You want brown? We’ve got brown
The Brown & Williamson Club at Papa John’s Cardinal Stadium was donated by the tobacco company before it pulled up stakes and moved to North Carolina, at least partly because too many of its customers where ending up at the Brown Cancer Center.
And while we’re on the subject of vices, it should be pointed out that the bourbon whisky used to make the mint juleps sold at Churchill Downs is produced by Brown-Forman, which George Garvin Brown founded in 1870. Today Brown-Forman is best known as the owner of Jack Daniel’s, the biggest selling distilled spirit in the world. (Surely a brown-label version of Jack is coming soon to a liquor store near you.)

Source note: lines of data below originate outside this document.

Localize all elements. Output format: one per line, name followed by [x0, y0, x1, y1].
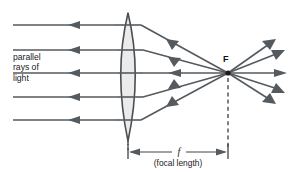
parallel-rays-label-line3: light: [13, 73, 29, 83]
focal-point-label: F: [223, 54, 229, 64]
refracted-ray-4-arrowhead: [168, 79, 181, 89]
diagram-canvas: parallel rays of light F f (focal length…: [0, 0, 289, 172]
diverging-ray-3-arrowhead: [274, 69, 287, 77]
dimension-arrow-left: [129, 149, 140, 156]
incoming-ray-3-arrowhead: [68, 69, 80, 77]
parallel-rays-label-line1: parallel: [13, 52, 41, 62]
refracted-ray-4: [143, 73, 228, 97]
refracted-ray-2: [143, 50, 228, 73]
refracted-ray-3-arrowhead: [168, 69, 181, 77]
dimension-arrow-right: [216, 149, 227, 156]
converging-refracted-rays: [141, 25, 228, 120]
diverging-rays-after-focus: [228, 39, 287, 104]
focal-point-dot: [225, 70, 230, 75]
diverging-ray-4: [228, 73, 281, 90]
incoming-ray-2-arrowhead: [68, 46, 80, 54]
focal-length-caption-label: (focal length): [154, 158, 203, 168]
refracted-ray-5-arrowhead: [166, 96, 179, 107]
focal-length-symbol-label: f: [178, 146, 182, 157]
diverging-ray-5-arrowhead: [262, 93, 276, 104]
converging-lens-shape: [121, 13, 136, 141]
incoming-ray-4-arrowhead: [68, 93, 80, 101]
incoming-ray-5-arrowhead: [68, 116, 80, 124]
refracted-ray-2-arrowhead: [168, 57, 181, 67]
parallel-rays-label-line2: rays of: [13, 62, 39, 72]
refracted-ray-1: [141, 25, 228, 73]
lens-diagram-figure: parallel rays of light F f (focal length…: [0, 0, 289, 172]
refracted-ray-5: [141, 73, 228, 120]
diverging-ray-5: [228, 73, 272, 101]
incoming-ray-1-arrowhead: [68, 21, 80, 29]
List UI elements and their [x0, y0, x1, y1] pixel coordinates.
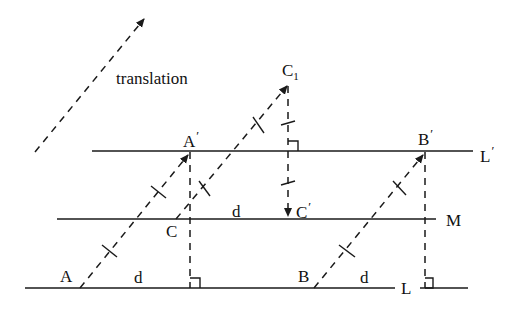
distance-label-d-left: d [134, 269, 143, 286]
point-label-C: C [166, 223, 177, 240]
point-label-C1: C1 [282, 62, 299, 79]
point-letter: C [282, 61, 293, 80]
geometry-diagram: translation C1 A′ B′ L′ d C′ M C A d B d… [0, 0, 523, 314]
subscript: 1 [293, 70, 299, 82]
distance-label-d-middle: d [232, 203, 241, 220]
right-angle-marker-L-A [190, 278, 200, 288]
line-letter: L [480, 147, 490, 166]
right-angle-marker-L-prime [288, 141, 298, 151]
point-letter: C [296, 203, 307, 222]
point-label-A-prime: A′ [183, 133, 199, 150]
prime-mark: ′ [430, 126, 433, 141]
tick-mark [151, 186, 166, 198]
right-angle-marker-L-B [425, 278, 433, 288]
point-label-C-prime: C′ [296, 204, 311, 221]
point-label-B-prime: B′ [418, 131, 433, 148]
translation-label: translation [116, 70, 188, 87]
point-label-B: B [298, 268, 309, 285]
line-label-L-prime: L′ [480, 148, 494, 165]
vector-C-to-C1 [176, 86, 287, 219]
prime-mark: ′ [491, 143, 494, 158]
tick-mark [102, 245, 117, 257]
line-label-L: L [401, 280, 411, 297]
line-label-M: M [446, 212, 461, 229]
point-letter: B [418, 130, 429, 149]
distance-label-d-right: d [360, 269, 369, 286]
diagram-canvas [0, 0, 523, 314]
prime-mark: ′ [308, 199, 311, 214]
tick-mark [281, 121, 295, 125]
point-label-A: A [60, 268, 72, 285]
point-letter: A [183, 132, 195, 151]
prime-mark: ′ [196, 128, 199, 143]
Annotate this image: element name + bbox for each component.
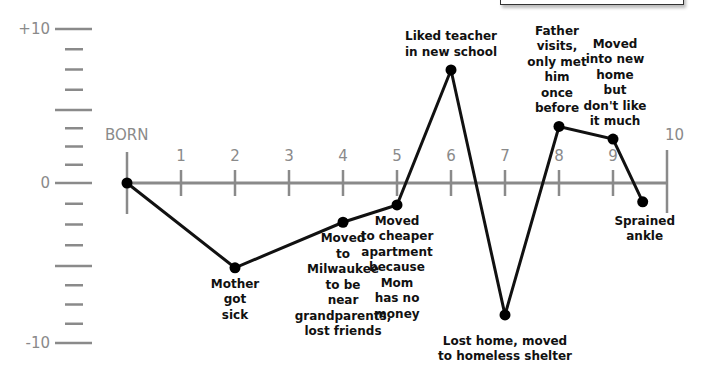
event-label: Mothergotsick <box>211 277 260 322</box>
event-label-line: Moved <box>321 231 366 245</box>
event-label-line: Father <box>535 24 579 38</box>
event-label-line: home <box>596 68 633 82</box>
event-label-line: Lost home, moved <box>443 334 567 348</box>
event-label-line: only met <box>527 55 587 69</box>
event-label-line: him <box>544 70 569 84</box>
event-label-line: to <box>336 247 350 261</box>
event-label-line: has no <box>375 291 420 305</box>
event-label-line: ankle <box>626 229 663 243</box>
event-point <box>554 121 565 132</box>
event-label-line: near <box>328 293 359 307</box>
event-label-line: because <box>369 260 425 274</box>
event-label: Movedto cheaperapartmentbecauseMomhas no… <box>361 214 434 321</box>
event-label-line: to be <box>326 278 361 292</box>
life-timeline-chart: +100-10 BORN12345678910 MothergotsickMov… <box>0 0 702 379</box>
event-label: Fathervisits,only methimoncebefore <box>527 24 587 116</box>
x-tick-label: 5 <box>392 147 402 165</box>
event-label-line: got <box>224 292 247 306</box>
event-label-line: sick <box>222 308 249 322</box>
x-tick-label-born: BORN <box>105 126 148 144</box>
x-tick-label: 2 <box>230 147 240 165</box>
y-tick-label: +10 <box>18 20 50 38</box>
event-point <box>392 199 403 210</box>
event-labels: MothergotsickMovedtoMilwaukeeto beneargr… <box>211 24 675 363</box>
event-label-line: Mother <box>211 277 260 291</box>
event-label-line: lost friends <box>304 324 381 338</box>
event-label-line: to cheaper <box>361 229 434 243</box>
y-axis: +100-10 <box>18 20 92 352</box>
x-tick-label: 3 <box>284 147 294 165</box>
event-label-line: but <box>604 83 627 97</box>
event-point <box>500 309 511 320</box>
x-tick-label: 9 <box>608 147 618 165</box>
event-label-line: once <box>541 86 573 100</box>
event-label-line: to homeless shelter <box>438 349 572 363</box>
event-label: Lost home, movedto homeless shelter <box>438 334 572 364</box>
event-label-line: in new school <box>405 45 497 59</box>
event-point <box>338 217 349 228</box>
event-point <box>122 178 133 189</box>
event-point <box>608 134 619 145</box>
x-tick-label: 4 <box>338 147 348 165</box>
x-tick-label: 1 <box>176 147 186 165</box>
y-tick-label: 0 <box>40 174 50 192</box>
x-tick-label: 6 <box>446 147 456 165</box>
event-label-line: into new <box>586 52 645 66</box>
event-label-line: Sprained <box>614 214 675 228</box>
event-label-line: visits, <box>537 39 578 53</box>
event-label-line: before <box>535 101 579 115</box>
event-label: Sprainedankle <box>614 214 675 244</box>
x-tick-label: 10 <box>665 126 684 144</box>
x-tick-label: 8 <box>554 147 564 165</box>
event-label-line: Mom <box>381 276 414 290</box>
event-point <box>446 64 457 75</box>
event-label-line: it much <box>590 114 641 128</box>
event-label-line: Moved <box>375 214 420 228</box>
event-label-line: Moved <box>593 37 638 51</box>
event-label-line: money <box>374 307 419 321</box>
event-label: Movedinto newhomebutdon't likeit much <box>584 37 647 129</box>
event-label-line: don't like <box>584 99 647 113</box>
event-label: Liked teacherin new school <box>405 29 497 59</box>
event-point <box>230 262 241 273</box>
event-point <box>637 196 648 207</box>
x-tick-label: 7 <box>500 147 510 165</box>
event-label-line: apartment <box>361 245 433 259</box>
event-label-line: Liked teacher <box>405 29 497 43</box>
y-tick-label: -10 <box>26 334 51 352</box>
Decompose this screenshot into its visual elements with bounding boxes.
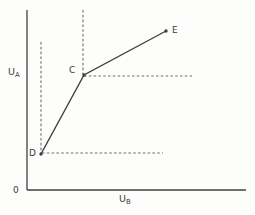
x-axis-label-subscript: B	[126, 198, 131, 206]
y-axis-label-base: U	[8, 66, 15, 77]
point-marker-C	[82, 73, 85, 76]
diagram-canvas	[0, 0, 255, 215]
point-label-D: D	[29, 149, 36, 158]
y-axis-label-subscript: A	[15, 71, 20, 79]
point-marker-E	[164, 29, 167, 32]
frontier-line-DCE	[41, 31, 166, 154]
y-axis-label: UA	[8, 67, 20, 77]
point-marker-D	[39, 152, 42, 155]
x-axis-label-base: U	[119, 193, 126, 204]
point-label-E: E	[172, 26, 178, 35]
point-label-C: C	[69, 66, 75, 75]
origin-label: 0	[13, 186, 19, 195]
x-axis-label: UB	[119, 194, 131, 204]
utility-frontier-diagram: UA UB 0 DCE	[0, 0, 255, 215]
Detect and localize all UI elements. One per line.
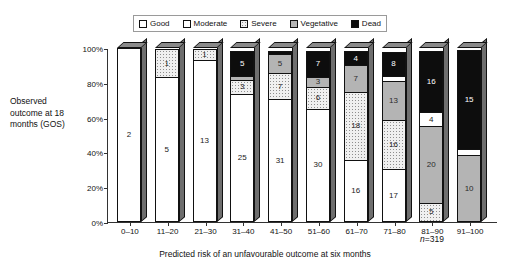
bar-segment-severe: 18 [344,92,368,162]
legend-label: Vegetative [301,20,338,28]
bar-segment-value: 13 [389,97,398,105]
bar-segment-vegetative: 10 [457,155,481,222]
bar-segment-severe: 3 [230,80,254,95]
bar-segment-value: 16 [389,141,398,149]
y-axis-tick-mark [104,49,108,50]
bar-side-face [292,38,298,222]
bar-segment-dead: 8 [382,52,406,77]
bar-segment-vegetative: 3 [306,77,330,88]
bar-31–40[interactable]: 25315 [230,48,254,222]
bar-segment-value: 15 [465,96,474,104]
x-axis-tick-mark [319,222,320,226]
bar-segment-vegetative: 20 [419,126,443,203]
bar-side-face [443,38,449,222]
bar-segment-value: 4 [353,55,357,63]
legend-item-vegetative: Vegetative [290,20,338,28]
x-axis-tick-mark [432,222,433,226]
plot-inner: 0%20%40%60%80%100%20–105111–2013121–3025… [108,49,497,222]
bar-segment-vegetative: 7 [344,65,368,92]
bar-segment-good: 16 [344,160,368,222]
bar-segment-moderate: 1 [457,149,481,156]
bar-side-face [254,38,260,222]
bar-segment-value: 5 [240,60,244,68]
bar-segment-dead: 15 [457,50,481,150]
x-axis-title: Predicted risk of an unfavourable outcom… [120,249,410,259]
bar-segment-good: 31 [268,99,292,222]
bar-segment-value: 17 [389,192,398,200]
bar-91–100[interactable]: 10115 [457,48,481,222]
bar-segment-dead: 4 [344,51,368,66]
legend-item-dead: Dead [351,20,381,28]
bar-segment-value: 1 [164,60,168,68]
x-axis-tick-mark [395,222,396,226]
bar-segment-value: 16 [351,187,360,195]
bar-side-face [368,38,374,222]
y-axis-tick-mark [104,84,108,85]
x-axis-tick-label: 21–30 [194,227,216,236]
bar-segment-value: 10 [465,185,474,193]
swatch-vegetative-icon [290,20,298,28]
bar-segment-value: 5 [278,60,282,68]
bar-11–20[interactable]: 51 [155,48,179,222]
x-axis-tick-label: 51–60 [308,227,330,236]
swatch-severe-icon [240,20,248,28]
bar-segment-value: 18 [351,122,360,130]
bar-segment-good: 30 [306,109,330,222]
x-axis-tick-label: 61–70 [346,227,368,236]
bar-segment-severe: 1 [155,49,179,78]
bar-segment-good: 25 [230,94,254,222]
x-axis-tick-label: 91–100 [457,227,484,236]
legend-item-good: Good [139,20,170,28]
legend-item-moderate: Moderate [183,20,228,28]
bar-51–60[interactable]: 30637 [306,48,330,222]
x-axis-tick-mark [243,222,244,226]
bar-0–10[interactable]: 2 [117,48,141,222]
bar-segment-good: 2 [117,48,141,222]
x-axis-tick-label: 0–10 [121,227,139,236]
bar-segment-severe: 7 [268,73,292,101]
bar-segment-value: 6 [316,94,320,102]
legend-label: Good [150,20,170,28]
y-axis-tick-mark [104,153,108,154]
bar-segment-good: 5 [155,77,179,222]
bar-segment-severe: 16 [382,120,406,170]
sample-size-annotation: n=319 [420,234,444,244]
legend-item-severe: Severe [240,20,276,28]
x-axis-tick-label: 71–80 [383,227,405,236]
bar-81–90[interactable]: 520416 [419,48,443,222]
bar-segment-value: 13 [200,137,209,145]
bar-61–70[interactable]: 161874 [344,48,368,222]
bar-segment-dead: 1 [268,51,292,55]
legend-label: Moderate [194,20,228,28]
legend-label: Severe [251,20,276,28]
bar-segment-value: 3 [240,83,244,91]
bar-segment-value: 2 [127,131,131,139]
swatch-moderate-icon [183,20,191,28]
x-axis-tick-label: 11–20 [157,227,179,236]
bar-segment-value: 7 [353,75,357,83]
bar-segment-moderate: 4 [419,112,443,127]
bar-21–30[interactable]: 131 [193,48,217,222]
bar-side-face [481,38,487,222]
bar-segment-good: 13 [193,60,217,222]
bar-segment-value: 7 [316,60,320,68]
bar-side-face [217,38,223,222]
bar-segment-value: 31 [276,157,285,165]
swatch-dead-icon [351,20,359,28]
stacked-bar-chart-figure: GoodModerateSevereVegetativeDead Observe… [0,0,518,273]
sample-size-value: =319 [425,234,444,244]
bar-segment-severe: 6 [306,87,330,110]
bar-segment-dead: 16 [419,51,443,113]
plot-area: 0%20%40%60%80%100%20–105111–2013121–3025… [107,49,497,223]
bar-segment-value: 8 [391,60,395,68]
swatch-good-icon [139,20,147,28]
bar-side-face [406,38,412,222]
bar-segment-vegetative: 5 [268,54,292,74]
bar-segment-severe: 5 [419,203,443,222]
bar-71–80[interactable]: 17161328 [382,48,406,222]
bar-segment-severe: 1 [193,49,217,61]
bar-segment-value: 5 [429,208,433,216]
bar-41–50[interactable]: 31751 [268,48,292,222]
y-axis-title: Observed outcome at 18 months (GOS) [10,96,72,131]
y-axis-tick-mark [104,223,108,224]
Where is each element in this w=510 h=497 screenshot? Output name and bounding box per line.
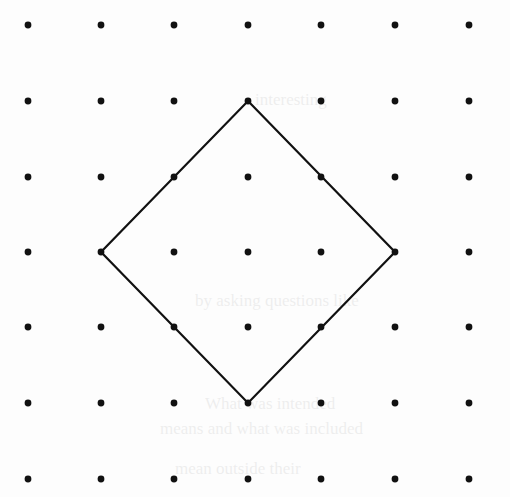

One of the Brown-Forman Browns, W.L. Lyons Brown, entered a colt named Fathom in the 1970 Derby and hired a female jockey, Diane Crump, to ride him This almost caused a, ah, brown-out in the uptight racing establishment. Poor Fathom acquitted himself well until fading in the stretch, finishing 15th in the 17-horse field.
Until now, the only Derby starter with Brown in his or her name was Brown Rambler, who finished 15th in 1952. However, of the 132 Derby winners, all but 13 have been brown or a shade of it (bay, chestnut, or dark bay).
Now comes Big Brown, and thank heavens he doesn’t have an opponent named FedEx or Snail Mail. He won the Florida Derby in such impressive fashion that he was certain to be one of the favorites at Churchill regardless of his name.
However, consider this: If all the UPS employees bet on him, along with everybody in Louisville named Brown or who has some kind of Brown connection, his odds will be skewed beyond recognition.
So I’m going to take a big pass on Big Brown. My color scheme will be gray (the horse’s color) and green (the shade of U.S. currency). If I’m wrong, I’ll be brown-bagging it until the grass around here turns, well, you know.

























1 response so far ↓
1 Sportschix // Apr 23, 2008 at 10:00 am
Thank you for such a fun, entertaining and insightful article! One of the best!